Fri. Nov 15th, 2024

Ashlei Spivey of the Protect Our Rights petition effort announces that her abortion-rights group collected a record 207,000 signatures. (Aaron Sanderford/Nebraska Examiner)

LINCOLN, Nebraska — The Nebraska Supreme Court won’t stop the state’s voters from being the first nationally to weigh competing abortion-related initiatives on the same ballot since Roe v. Wade was overturned in 2022.

The court weighed constitutional questions this week raised by three lawsuits: two seeking to block an abortion-rights amendment and one arguing that both measures should appear on the ballot or neither should reach it.

Justices, in a unanimous 7-0 ruling, decided both initiatives met the Nebraska Constitutional requirement that ballot measures cover no more than a single connected legal subject.

The court has typically applied the single-subject rule more strictly to ballot initiatives than to bills passed by the Legislature. Justices’ questions during Monday’s oral arguments hinted some were open to a broader view.

Lawyers for both amendments had argued that their measures each passed the single subject test because they fit under broader subject statements and because abortion-related laws had covered similar changes.

Many of the arguments against the abortion-rights amendment hinged on whether creating a new right to abortion and then defining the timing and clarifying who gets to decide counted as a singular change.

Part of the legal argument against the abortion-restrictions amendment hinged on whether adding exceptions to the ban after the first trimester constituted a second subject.

“We have followed and continue to follow the natural and necessary connection test that we have set forth as follows: Where the limits of a proposed law, having natural and necessary connection with each other, and, together, are a part of one general subject, the proposal is a single and not a dual proposition,” Justice Lindsey Miller-Lerman wrote for the court.

Likely the last hurdle

The court’s decision is likely the last legal hurdle to placing dueling amendments on the November ballot from Protect Our Rights and Protect Women and Children.

Friday is the deadline for Nebraska Secretary of State Bob Evnen to finalize the fall ballot, a date driven by federal law and the need to send ballots by mail to Nebraskans deployed by the military or abroad.

The abortion-rights amendment by Protect Our Rights would codify a right to abortion until “fetal viability,” as defined by a treating health care provider. It sets no specific number of weeks.

The scientific standard for viability is at about 22-24 weeks gestation. Nebraska’s law on abortion timing, which the Legislature passed in 2023, prohibits abortions after 12 weeks gestational age.

The abortion-restrictions amendment by Protect Women and Children would outlaw most abortions after the first trimester of pregnancy. It sets no floor on how early the Legislature could ban abortions. It would let state senators pass an outright ban in the future.

Both proposed amendments include exceptions language: for the life or health of the mother in the abortion-rights initiative and for the life of the mother and in cases of rape or incest in the restrictions amendment.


• _Exercise details_: Would you please copy each line below that includes the string "Next"?
*** Begin section ***
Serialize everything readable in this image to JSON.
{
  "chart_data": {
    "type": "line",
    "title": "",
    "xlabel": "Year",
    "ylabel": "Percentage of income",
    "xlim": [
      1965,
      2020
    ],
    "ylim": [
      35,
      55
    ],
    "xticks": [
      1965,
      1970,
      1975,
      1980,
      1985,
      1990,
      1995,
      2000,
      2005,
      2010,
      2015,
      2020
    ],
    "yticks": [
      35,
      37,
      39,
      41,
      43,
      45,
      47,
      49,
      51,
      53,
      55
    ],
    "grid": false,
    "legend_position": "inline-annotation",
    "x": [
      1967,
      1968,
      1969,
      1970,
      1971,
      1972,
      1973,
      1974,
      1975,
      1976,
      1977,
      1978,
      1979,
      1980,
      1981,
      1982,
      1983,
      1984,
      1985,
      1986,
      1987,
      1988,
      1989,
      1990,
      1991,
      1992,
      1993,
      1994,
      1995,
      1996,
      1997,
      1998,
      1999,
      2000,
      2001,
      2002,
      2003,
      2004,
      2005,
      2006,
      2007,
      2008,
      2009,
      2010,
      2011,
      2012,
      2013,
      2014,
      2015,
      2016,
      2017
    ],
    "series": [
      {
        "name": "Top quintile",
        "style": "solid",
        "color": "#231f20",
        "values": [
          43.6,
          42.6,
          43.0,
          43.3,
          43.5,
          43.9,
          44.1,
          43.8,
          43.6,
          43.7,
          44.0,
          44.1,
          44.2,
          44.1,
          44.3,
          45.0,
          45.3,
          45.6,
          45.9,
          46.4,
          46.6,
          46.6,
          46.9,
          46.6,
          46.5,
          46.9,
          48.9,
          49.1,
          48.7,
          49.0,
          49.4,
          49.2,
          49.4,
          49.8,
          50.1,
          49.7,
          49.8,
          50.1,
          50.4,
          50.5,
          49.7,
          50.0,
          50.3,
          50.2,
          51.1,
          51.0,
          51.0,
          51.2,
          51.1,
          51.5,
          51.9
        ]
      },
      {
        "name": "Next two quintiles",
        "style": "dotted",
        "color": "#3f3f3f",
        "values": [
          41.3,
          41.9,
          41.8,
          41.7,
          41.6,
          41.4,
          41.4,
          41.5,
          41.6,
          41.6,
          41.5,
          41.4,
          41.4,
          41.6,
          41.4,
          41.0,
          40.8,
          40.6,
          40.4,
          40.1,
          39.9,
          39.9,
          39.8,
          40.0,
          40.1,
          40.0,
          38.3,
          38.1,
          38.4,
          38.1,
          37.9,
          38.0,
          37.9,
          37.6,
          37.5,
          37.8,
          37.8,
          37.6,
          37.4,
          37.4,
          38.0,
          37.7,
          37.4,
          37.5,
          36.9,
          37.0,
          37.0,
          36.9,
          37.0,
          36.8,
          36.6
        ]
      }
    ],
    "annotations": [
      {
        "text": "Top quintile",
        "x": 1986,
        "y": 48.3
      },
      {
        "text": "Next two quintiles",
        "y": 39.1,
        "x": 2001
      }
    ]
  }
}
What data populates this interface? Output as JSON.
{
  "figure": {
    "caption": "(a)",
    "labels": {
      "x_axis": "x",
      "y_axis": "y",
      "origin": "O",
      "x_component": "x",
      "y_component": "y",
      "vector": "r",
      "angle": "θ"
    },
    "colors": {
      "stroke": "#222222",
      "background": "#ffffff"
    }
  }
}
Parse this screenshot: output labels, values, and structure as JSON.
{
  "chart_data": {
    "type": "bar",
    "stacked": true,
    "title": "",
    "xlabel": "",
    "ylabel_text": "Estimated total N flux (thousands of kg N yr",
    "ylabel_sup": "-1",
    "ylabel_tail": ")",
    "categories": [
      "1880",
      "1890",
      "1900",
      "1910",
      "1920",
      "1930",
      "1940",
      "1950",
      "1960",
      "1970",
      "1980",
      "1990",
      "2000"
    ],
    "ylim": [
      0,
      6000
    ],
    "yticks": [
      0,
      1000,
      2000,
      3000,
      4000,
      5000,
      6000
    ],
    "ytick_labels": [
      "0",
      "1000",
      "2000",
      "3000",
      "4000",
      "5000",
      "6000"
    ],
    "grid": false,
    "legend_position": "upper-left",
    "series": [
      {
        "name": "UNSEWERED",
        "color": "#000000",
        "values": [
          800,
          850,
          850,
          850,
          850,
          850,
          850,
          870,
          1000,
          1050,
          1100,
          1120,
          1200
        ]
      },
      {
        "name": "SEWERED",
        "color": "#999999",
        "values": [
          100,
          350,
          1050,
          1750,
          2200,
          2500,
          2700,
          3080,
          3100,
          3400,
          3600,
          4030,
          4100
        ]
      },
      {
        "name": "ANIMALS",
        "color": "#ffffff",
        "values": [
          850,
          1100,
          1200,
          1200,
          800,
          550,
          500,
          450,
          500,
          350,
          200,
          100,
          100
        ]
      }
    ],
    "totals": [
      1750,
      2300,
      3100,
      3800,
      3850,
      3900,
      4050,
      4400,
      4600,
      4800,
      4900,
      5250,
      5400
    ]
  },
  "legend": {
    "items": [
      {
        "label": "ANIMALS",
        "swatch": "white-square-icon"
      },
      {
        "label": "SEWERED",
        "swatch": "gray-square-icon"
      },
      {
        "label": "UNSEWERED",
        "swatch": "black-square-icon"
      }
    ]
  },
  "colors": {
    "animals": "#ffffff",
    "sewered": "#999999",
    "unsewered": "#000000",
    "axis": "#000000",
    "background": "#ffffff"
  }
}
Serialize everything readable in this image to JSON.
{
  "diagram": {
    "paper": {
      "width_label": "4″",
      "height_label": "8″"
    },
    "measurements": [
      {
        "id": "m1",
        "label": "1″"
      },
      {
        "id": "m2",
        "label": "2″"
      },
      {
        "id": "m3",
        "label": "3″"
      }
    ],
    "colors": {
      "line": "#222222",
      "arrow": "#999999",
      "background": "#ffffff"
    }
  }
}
*** End section ***
• _Answer box_:
        "name": "Next two quintiles",
        "text": "Next two quintiles",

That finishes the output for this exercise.